Interview - Kate Cairns

Monday, December 12, 2016

An author, trainer, foster carer and a keynote speaker at the first Attachment Research Community conference.

What is the Attachment Research Community?

The ARC is a new sector-led membership organisation to facilitate and share research on the effectiveness of interventions, which use the findings of neuroscience, and an understanding of attachment and trauma, to make a difference to the lives of children.

A group of heads of virtual schools have been exercised to set up a centre for action research and resources. Virtual schools are a construct within a local authority, which have the task of enhancing children’s educational outcomes who are looked-after or adopted. However, although borne in education, the ARC welcomes members from all sectors engaged in attachment-aware practice, including health, social care, youth work or criminal justice.

The ARC is a web platform to enable people to come together, and will hold research data and findings and act as a resource bank for practitioners and services.

KCA is one of a number of training and consultancy providers, working with early years services on attachment. We’re providing the web platform – we didn’t instigate the community, but support its aims.

What was your talk about?

It was about co-creation. I was inspired by a paper that came out in May by Professor Jack Shonkoff at Harvard University’s Center on the Developing Child – From best practices to breakthrough impacts.

If you need to provide outcomes for the child you have to transform the lives and experiences of the adults around them. It’s about building community resilience.

The most effective programmes are based on robust shared knowledge, but co-created with local stakeholders to make programmes that work in their locality.

So I spoke about the Harvard model of co-creation, the knowledge base, the science of attachment, trauma and resilience, with some examples from our training and consultancy.

What will the ARC do?

Instead of pieces of research being isolated, we can link these together through the ARC. The Harvard paper says we need co-creation and robust evaluation. It’s about applying knowledge to meet local need and making sure it’s robust knowledge and internationally recognised on what will work. So instead of a fixed programme, there’s local application on what works and what doesn’t work with families across the workforce that can be shared nationally and internationally. It’s universal and targeted. It’s action research on a local level with sector-led resources and a databank for research.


In the material below, find each line that contains the word "payment" and copy it.

--- START ---

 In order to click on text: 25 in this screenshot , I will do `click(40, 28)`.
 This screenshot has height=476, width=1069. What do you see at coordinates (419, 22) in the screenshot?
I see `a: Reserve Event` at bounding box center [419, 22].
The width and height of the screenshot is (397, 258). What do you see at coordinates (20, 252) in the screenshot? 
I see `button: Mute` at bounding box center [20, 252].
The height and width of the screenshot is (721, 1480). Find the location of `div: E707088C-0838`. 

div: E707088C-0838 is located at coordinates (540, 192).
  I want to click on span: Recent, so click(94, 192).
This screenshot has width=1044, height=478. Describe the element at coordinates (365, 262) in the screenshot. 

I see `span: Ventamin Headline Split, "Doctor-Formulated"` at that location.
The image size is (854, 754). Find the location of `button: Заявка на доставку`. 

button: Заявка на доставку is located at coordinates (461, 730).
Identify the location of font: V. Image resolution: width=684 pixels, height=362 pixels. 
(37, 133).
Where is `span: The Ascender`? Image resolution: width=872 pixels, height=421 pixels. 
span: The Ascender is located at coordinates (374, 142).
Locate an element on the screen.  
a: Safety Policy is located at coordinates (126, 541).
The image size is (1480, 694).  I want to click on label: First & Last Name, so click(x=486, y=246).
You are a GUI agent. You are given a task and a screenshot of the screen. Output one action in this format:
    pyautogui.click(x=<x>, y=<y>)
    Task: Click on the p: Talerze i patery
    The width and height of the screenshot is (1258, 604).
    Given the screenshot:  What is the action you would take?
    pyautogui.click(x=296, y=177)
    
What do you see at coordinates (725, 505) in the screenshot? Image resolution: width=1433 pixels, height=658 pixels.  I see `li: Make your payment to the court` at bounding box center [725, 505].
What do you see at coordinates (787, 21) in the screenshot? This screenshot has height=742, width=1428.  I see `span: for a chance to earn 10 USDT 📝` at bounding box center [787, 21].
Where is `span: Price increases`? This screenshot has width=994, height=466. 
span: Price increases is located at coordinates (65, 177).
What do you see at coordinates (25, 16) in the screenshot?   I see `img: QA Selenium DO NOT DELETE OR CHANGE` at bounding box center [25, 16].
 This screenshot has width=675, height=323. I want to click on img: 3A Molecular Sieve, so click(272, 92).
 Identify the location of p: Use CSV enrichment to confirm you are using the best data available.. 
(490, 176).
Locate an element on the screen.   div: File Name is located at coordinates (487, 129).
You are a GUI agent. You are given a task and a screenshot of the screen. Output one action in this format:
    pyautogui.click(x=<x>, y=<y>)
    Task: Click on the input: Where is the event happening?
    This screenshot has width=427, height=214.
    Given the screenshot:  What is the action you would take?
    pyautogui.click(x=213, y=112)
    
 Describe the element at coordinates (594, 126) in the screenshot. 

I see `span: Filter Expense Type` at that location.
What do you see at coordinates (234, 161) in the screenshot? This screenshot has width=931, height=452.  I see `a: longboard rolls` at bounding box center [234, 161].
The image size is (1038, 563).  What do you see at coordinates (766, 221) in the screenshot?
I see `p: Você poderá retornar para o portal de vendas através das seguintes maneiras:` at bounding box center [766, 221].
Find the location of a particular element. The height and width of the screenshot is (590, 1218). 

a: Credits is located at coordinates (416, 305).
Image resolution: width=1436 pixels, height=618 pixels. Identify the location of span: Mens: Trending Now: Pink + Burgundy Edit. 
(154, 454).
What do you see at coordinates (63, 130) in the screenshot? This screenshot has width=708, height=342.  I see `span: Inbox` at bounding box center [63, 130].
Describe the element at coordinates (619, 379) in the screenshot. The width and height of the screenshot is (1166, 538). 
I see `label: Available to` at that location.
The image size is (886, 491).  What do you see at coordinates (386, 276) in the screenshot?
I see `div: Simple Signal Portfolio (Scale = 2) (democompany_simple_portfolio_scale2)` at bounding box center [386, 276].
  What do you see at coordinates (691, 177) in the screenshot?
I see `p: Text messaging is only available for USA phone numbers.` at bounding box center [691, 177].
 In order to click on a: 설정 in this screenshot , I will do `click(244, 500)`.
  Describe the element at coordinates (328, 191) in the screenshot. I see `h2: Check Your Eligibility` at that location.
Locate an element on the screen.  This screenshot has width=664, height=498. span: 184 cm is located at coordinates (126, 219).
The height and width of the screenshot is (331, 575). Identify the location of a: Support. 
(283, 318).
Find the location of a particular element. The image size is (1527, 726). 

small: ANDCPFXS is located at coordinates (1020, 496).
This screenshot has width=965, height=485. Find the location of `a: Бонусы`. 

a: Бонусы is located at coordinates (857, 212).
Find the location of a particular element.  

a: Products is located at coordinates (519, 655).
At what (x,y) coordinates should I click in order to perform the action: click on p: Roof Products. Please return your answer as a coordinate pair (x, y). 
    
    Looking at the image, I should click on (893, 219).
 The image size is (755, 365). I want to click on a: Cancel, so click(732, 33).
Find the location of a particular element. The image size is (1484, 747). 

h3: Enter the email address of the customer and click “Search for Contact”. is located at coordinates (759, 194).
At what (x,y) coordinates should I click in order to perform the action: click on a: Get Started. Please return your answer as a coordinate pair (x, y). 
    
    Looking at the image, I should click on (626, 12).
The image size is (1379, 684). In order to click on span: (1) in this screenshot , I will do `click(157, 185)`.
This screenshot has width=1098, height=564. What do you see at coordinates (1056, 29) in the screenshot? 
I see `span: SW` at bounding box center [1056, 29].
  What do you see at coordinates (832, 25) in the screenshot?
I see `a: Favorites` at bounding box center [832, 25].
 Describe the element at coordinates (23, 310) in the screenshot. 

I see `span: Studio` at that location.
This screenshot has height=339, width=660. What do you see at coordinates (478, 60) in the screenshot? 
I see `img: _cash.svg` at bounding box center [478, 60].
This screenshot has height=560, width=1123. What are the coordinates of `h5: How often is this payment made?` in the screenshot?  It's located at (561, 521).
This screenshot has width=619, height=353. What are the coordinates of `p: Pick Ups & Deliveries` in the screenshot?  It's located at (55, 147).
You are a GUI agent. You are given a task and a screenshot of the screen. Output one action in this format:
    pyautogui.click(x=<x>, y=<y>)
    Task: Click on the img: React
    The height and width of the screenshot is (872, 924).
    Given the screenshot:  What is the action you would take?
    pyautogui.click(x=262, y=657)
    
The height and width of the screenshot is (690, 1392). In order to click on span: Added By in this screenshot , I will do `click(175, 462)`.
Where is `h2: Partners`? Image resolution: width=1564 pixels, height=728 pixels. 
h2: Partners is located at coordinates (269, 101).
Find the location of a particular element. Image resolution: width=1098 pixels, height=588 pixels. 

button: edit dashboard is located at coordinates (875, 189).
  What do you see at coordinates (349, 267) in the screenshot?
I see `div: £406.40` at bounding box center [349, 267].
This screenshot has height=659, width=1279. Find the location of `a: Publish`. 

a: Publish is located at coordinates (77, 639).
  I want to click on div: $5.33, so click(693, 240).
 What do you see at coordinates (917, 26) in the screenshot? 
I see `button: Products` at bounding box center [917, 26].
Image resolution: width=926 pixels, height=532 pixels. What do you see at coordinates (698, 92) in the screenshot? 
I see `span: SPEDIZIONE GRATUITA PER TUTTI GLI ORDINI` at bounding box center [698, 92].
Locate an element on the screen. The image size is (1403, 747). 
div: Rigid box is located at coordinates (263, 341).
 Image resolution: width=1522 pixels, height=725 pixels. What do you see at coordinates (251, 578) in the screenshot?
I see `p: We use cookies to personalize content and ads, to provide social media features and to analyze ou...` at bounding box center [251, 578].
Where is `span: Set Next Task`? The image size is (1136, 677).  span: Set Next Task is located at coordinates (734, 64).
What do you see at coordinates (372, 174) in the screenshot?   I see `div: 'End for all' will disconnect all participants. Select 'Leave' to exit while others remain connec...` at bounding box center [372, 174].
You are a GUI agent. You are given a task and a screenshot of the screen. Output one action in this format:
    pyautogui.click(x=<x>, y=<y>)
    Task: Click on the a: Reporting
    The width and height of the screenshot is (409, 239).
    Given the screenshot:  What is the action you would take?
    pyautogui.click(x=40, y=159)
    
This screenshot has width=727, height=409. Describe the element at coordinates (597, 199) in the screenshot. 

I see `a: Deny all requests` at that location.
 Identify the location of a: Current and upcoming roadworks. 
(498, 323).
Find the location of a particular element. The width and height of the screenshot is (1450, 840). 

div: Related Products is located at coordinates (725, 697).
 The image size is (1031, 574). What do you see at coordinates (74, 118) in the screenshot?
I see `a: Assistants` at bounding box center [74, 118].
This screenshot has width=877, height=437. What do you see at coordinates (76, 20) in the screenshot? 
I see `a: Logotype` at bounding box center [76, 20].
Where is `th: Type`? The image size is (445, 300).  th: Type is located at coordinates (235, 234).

--- END ---

EXERCISE SOLUTION —
What do you see at coordinates (725, 505) in the screenshot? Image resolution: width=1433 pixels, height=658 pixels.  I see `li: Make your payment to the court` at bounding box center [725, 505].
This screenshot has height=560, width=1123. What are the coordinates of `h5: How often is this payment made?` in the screenshot?  It's located at (561, 521).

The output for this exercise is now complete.